Dr Andrea Reinecke from the University of Oxford explained how getting people to face their fears could cure them of their phobias. The method is known as single-session, exposure-based cognitive behavioural therapy (CBT). For example, shutting someone in a broom cupboard for 15 minutes could cure them of panic attacks and anxiety disorders in just one session. According to her study in the journal Biological Psychiatry, a third of patients were cured after one day of treatment. The method involves ‘retraining the brain’ into recognising that something it took to be a fear is actually not as bad as thought.

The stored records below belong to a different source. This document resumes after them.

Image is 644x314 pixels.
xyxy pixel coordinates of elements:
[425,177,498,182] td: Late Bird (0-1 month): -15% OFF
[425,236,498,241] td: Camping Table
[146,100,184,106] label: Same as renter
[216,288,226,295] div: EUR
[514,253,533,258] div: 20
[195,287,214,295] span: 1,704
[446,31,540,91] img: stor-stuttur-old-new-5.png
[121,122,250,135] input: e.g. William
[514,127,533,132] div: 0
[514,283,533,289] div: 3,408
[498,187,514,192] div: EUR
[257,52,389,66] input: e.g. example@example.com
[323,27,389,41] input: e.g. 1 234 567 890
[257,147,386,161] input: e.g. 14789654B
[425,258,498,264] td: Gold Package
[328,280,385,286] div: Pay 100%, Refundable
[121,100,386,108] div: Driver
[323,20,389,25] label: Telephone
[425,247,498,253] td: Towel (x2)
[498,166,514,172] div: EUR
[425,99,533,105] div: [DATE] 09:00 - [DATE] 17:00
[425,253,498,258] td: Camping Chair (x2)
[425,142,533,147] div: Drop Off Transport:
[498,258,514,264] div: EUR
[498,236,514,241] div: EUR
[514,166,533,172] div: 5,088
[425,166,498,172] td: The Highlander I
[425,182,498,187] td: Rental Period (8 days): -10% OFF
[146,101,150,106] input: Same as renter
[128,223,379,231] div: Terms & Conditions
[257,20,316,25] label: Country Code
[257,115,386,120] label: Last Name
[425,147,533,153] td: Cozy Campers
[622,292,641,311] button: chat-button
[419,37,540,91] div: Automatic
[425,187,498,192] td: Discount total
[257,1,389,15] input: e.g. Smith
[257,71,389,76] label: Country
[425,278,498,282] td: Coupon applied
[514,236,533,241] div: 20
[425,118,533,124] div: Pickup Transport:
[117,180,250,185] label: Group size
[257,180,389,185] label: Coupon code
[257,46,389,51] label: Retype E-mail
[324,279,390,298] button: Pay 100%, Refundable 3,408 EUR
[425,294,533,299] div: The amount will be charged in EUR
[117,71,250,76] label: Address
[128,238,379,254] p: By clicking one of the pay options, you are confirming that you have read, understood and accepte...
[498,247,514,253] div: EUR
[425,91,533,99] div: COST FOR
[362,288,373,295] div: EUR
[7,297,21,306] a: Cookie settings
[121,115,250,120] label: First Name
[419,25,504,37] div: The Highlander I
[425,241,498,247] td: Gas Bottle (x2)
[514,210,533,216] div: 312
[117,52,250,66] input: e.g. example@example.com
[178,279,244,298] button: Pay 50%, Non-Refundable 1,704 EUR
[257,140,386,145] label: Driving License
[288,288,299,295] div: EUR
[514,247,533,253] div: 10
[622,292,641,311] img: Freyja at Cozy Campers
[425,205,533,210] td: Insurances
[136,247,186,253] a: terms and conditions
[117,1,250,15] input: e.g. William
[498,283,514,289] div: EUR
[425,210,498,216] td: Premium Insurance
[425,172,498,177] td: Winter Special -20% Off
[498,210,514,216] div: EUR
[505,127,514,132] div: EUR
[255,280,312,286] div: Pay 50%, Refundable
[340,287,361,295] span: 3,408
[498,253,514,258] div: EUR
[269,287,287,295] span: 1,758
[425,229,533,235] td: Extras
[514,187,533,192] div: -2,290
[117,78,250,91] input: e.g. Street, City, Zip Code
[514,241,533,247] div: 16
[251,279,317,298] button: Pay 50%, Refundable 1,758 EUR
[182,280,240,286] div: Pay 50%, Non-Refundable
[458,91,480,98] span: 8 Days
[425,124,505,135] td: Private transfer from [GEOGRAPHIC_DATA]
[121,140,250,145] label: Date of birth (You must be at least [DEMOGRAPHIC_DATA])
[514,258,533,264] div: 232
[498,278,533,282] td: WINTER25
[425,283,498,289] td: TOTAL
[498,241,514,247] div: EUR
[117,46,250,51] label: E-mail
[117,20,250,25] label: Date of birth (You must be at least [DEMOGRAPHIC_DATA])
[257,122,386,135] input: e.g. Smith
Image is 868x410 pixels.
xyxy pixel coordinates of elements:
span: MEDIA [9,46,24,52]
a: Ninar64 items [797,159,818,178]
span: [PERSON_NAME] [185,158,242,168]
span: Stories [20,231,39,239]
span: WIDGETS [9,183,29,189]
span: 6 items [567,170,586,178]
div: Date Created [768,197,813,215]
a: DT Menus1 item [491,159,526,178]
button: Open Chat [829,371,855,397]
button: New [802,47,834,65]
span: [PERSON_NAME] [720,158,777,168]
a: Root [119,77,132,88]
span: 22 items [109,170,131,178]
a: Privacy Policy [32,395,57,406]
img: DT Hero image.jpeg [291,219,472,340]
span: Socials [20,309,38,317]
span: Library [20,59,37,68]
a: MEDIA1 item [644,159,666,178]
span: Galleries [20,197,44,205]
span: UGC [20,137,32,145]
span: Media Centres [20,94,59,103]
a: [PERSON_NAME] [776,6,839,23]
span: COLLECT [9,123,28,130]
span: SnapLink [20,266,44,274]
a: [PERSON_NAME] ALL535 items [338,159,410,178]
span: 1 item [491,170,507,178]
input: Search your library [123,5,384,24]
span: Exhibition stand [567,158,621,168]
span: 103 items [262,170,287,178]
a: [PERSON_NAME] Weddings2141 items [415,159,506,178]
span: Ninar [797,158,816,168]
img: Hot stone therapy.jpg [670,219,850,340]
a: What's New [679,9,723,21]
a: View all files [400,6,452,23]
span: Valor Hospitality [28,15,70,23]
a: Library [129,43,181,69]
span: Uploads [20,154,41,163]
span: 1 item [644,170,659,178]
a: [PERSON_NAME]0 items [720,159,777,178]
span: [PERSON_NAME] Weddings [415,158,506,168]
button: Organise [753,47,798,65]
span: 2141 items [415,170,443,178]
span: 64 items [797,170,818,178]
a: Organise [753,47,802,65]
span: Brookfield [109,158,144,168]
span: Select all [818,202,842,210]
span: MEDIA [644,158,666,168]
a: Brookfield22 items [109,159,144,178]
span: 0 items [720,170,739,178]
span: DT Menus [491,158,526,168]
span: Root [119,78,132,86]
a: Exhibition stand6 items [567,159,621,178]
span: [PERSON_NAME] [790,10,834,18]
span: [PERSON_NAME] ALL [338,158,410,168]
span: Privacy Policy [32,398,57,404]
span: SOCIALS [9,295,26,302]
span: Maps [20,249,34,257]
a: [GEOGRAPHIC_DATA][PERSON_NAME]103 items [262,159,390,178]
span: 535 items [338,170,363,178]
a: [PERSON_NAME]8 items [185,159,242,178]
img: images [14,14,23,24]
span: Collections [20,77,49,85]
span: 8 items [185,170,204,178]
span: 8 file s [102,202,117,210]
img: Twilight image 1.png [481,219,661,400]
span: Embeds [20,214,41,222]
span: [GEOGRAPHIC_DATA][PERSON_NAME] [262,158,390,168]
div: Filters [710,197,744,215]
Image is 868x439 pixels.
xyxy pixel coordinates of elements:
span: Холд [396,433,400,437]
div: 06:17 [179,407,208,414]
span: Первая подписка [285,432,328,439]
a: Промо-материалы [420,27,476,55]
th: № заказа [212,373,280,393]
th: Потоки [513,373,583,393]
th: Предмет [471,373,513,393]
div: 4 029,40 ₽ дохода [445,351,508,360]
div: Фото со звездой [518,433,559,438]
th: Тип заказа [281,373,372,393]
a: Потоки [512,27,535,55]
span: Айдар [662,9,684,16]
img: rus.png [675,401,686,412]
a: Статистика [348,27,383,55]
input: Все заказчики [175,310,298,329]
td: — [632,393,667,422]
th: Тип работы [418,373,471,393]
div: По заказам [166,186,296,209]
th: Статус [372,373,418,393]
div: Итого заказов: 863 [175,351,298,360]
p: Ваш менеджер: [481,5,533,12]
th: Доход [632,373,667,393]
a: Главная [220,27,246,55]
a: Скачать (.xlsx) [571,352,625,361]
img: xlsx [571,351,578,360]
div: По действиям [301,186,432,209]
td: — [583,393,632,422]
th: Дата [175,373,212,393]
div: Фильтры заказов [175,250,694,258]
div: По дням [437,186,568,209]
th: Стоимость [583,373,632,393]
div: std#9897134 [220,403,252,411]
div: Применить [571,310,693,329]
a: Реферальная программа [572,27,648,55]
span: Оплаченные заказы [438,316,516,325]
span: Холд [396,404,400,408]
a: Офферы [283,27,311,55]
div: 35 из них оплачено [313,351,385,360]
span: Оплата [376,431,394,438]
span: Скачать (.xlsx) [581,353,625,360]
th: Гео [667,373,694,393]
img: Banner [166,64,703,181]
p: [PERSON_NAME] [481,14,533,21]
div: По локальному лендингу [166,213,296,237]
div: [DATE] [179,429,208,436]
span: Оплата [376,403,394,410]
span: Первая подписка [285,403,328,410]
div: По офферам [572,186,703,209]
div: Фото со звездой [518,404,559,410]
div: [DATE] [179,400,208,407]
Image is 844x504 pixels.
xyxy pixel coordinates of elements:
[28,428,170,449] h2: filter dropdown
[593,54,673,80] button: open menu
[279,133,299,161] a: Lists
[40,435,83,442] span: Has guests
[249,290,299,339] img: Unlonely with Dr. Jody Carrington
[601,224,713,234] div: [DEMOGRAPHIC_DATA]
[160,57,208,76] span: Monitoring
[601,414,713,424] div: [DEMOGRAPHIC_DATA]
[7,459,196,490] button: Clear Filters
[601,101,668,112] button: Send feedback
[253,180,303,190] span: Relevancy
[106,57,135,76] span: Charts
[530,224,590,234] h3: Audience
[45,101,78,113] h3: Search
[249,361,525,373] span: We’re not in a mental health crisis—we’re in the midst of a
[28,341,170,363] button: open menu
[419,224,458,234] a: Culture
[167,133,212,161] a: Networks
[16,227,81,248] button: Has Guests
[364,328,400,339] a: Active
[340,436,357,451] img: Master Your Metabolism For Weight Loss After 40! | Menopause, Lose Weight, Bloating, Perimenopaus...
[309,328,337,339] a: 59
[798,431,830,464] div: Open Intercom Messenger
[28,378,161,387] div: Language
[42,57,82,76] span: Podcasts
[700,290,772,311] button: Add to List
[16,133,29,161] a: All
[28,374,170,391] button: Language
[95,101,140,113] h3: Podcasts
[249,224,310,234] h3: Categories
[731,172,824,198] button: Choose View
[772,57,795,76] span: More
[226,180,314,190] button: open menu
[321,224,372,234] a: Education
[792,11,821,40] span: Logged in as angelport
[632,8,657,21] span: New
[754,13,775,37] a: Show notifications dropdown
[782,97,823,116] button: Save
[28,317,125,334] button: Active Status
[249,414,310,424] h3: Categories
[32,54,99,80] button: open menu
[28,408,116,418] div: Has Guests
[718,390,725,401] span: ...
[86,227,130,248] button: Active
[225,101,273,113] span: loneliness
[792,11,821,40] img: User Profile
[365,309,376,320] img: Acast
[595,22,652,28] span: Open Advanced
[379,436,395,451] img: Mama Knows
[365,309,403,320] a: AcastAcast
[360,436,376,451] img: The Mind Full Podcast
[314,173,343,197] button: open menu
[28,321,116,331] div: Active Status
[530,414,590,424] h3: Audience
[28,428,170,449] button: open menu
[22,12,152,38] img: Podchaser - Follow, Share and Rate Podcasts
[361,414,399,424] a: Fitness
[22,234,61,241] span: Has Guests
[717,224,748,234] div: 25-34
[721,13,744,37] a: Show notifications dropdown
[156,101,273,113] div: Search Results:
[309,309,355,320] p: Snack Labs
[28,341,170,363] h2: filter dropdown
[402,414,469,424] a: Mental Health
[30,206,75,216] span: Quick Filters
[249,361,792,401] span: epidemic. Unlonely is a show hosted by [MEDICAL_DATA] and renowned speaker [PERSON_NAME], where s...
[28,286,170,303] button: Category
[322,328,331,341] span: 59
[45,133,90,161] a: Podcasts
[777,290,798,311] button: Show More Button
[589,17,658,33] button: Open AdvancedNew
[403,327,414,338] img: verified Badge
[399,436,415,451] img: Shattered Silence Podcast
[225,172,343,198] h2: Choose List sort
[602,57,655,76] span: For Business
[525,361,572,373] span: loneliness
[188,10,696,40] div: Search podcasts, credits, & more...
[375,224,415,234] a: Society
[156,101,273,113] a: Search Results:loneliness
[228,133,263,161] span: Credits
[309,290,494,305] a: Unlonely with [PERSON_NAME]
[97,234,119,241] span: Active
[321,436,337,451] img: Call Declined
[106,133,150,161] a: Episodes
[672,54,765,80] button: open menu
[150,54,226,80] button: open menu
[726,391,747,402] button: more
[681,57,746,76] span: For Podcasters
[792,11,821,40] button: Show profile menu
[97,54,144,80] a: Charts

Dr Reinecke says the single-session CBT treatment could be used in place of drugs for patients suffering certain mental conditions. She has been awarded a grant of £225,000 ($358,000) by the new mental health research charity MQ: Transforming Mental Health to trial the method for other phobias, including forcing arachnophobes to watch spiders up close for 30 minutes.

And:

Radio: Simon Lederman, BBC London 94.9
10/11/2014, 22:11, 22:50, 23:32 & 11/11/2014, 01:32
Discussion of research reported in The Times yesterday into Oxford University research into phobias. Known as high-exposure single-session cognitive behavioural therapy (CBT), it puts people straight into the situation they fear so that can quickly realise it is not actually that terrible.

NIHR OXFORD HEALTH BIOMEDICAL RESEARCH CENTRE NEWS

Please follow the link below to read the news on the NIHR BRC website.